As Melody Peterson wrote in the Los Angeles Times, "eight of the 10 drugs that had the biggest percentage price hikes in 2014 were generic medicines made by multiple manufacturers."

The pharmaceutical industry lobbied hard so that Medicare, the country's largest payer for prescription drugs, could not use its buying power to negotiate drug prices. Beyond that, as a study published last year in the Mayo Clinic Proceedings concluded, U.S. drug prices are higher than those of any other advanced nations because a market that fails to regulate prices allows pharmas to charge whatever they can get away with.

3. Pharma's unconscionable price increases are not justified by the need for research funding to develop new drugs.

A study published in the Journal of the American Medical Association late last month found "little evidence" that drug prices reflect R&D costs. The authors wrote that, instead, "prescription drugs are priced in the United States primarily on the basis of what the market will bear."

Beyond that, researchers at Carleton University in Canada last year looked at the correlation between drug price levels and R&D spending in the 31 countries of the Organisation for Economic Co-operation and Development (OECD). They found that lower prices do not reduce the emergence of new drugs. If anything, the authors suggested that the opposite result is likely – price controls would prompt drug companies to develop more groundbreaking drugs.

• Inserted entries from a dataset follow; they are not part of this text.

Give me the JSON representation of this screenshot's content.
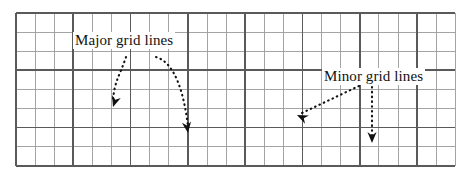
{
  "figure": {
    "width": 470,
    "height": 177,
    "background": "#ffffff",
    "type": "grid-line-annotation-diagram",
    "grid": {
      "left": 16,
      "top": 13,
      "right": 455,
      "bottom": 166,
      "minor_spacing": 19.1,
      "major_every": 3,
      "minor_color": "#9a9a9a",
      "major_color": "#5a5a5a",
      "minor_width": 0.9,
      "major_width": 1.7,
      "minor_columns": 23,
      "minor_rows": 8,
      "major_vertical_x": [
        16,
        73.3,
        130.6,
        187.9,
        245.2,
        302.5,
        359.8,
        417.1
      ],
      "major_horizontal_y": [
        13,
        70.3,
        127.6,
        166
      ],
      "minor_vertical_x": [
        16,
        35.1,
        54.2,
        73.3,
        92.4,
        111.5,
        130.6,
        149.7,
        168.8,
        187.9,
        207,
        226.1,
        245.2,
        264.3,
        283.4,
        302.5,
        321.6,
        340.7,
        359.8,
        378.9,
        398,
        417.1,
        436.2,
        455
      ],
      "minor_horizontal_y": [
        13,
        32.1,
        51.2,
        70.3,
        89.4,
        108.5,
        127.6,
        146.7,
        166
      ]
    },
    "annotations": {
      "color": "#111111",
      "dot_style": "dotted",
      "items": [
        {
          "id": "major-grid-lines",
          "label": "Major grid lines",
          "label_x": 73,
          "label_y": 32,
          "arrows": [
            {
              "name": "major-arrow-left",
              "path": "M 126 57 C 120 75, 114 82, 113 101",
              "tip_x": 113,
              "tip_y": 107,
              "tip_angle": 108,
              "points_to": "major-vertical-grid-line"
            },
            {
              "name": "major-arrow-right",
              "path": "M 156 57 C 176 63, 184 95, 188 126",
              "tip_x": 188,
              "tip_y": 133,
              "tip_angle": 82,
              "points_to": "major-horizontal-grid-line"
            }
          ]
        },
        {
          "id": "minor-grid-lines",
          "label": "Minor grid lines",
          "label_x": 322,
          "label_y": 68,
          "arrows": [
            {
              "name": "minor-arrow-left",
              "path": "M 359 86 L 302 113",
              "tip_x": 297,
              "tip_y": 115,
              "tip_angle": 205,
              "points_to": "minor-vertical-grid-line"
            },
            {
              "name": "minor-arrow-down",
              "path": "M 372 87 L 372 136",
              "tip_x": 372,
              "tip_y": 143,
              "tip_angle": 90,
              "points_to": "minor-horizontal-grid-line"
            }
          ]
        }
      ]
    }
  }
}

The Carleton researchers found that in the current U.S. market, "80 percent of new patented drugs...provide no significant, additional therapeutic benefits...compared with existing alternatives." This preponderance of me-too new drugs results from the fact that the laissez faire market here allows drug companies to price later brands that possess virtually indistinguishable clinical profiles at the same level as the first entrants in their respective classes. This situation merely incentivizes drug companies to "develop non-innovative and less risky 'me-too' drugs instead of new innovative medicines for unmet needs." Higher prices just encourage drug companies "to invest in marketing instead of R&D."

The idea that high drug prices are needed to fund the development of tomorrow's medications is merely a flimsy excuse for larger profits.

Finally, the recent publicity has prompted members of Congress and other politicians in both major parties to criticize pharma companies for exploiting American consumers and taxpayers. Drug company executives claim the publicity and the criticism are misinformed and can only hinder the search for newer, better medications. At the same time, they tell investors that the current ruckus will cause them no real harm and eventually fade away.

This reveals the ultimate lesson from the summer's fuss over drug price increases. The pharmaceutical industry's political power is so formidable and is so deeply entrenched in the country's culture and economy, that it can get away with looting Americans and remain unconcerned about facing any consequences.

People that don't like this state of affairs should do something about it.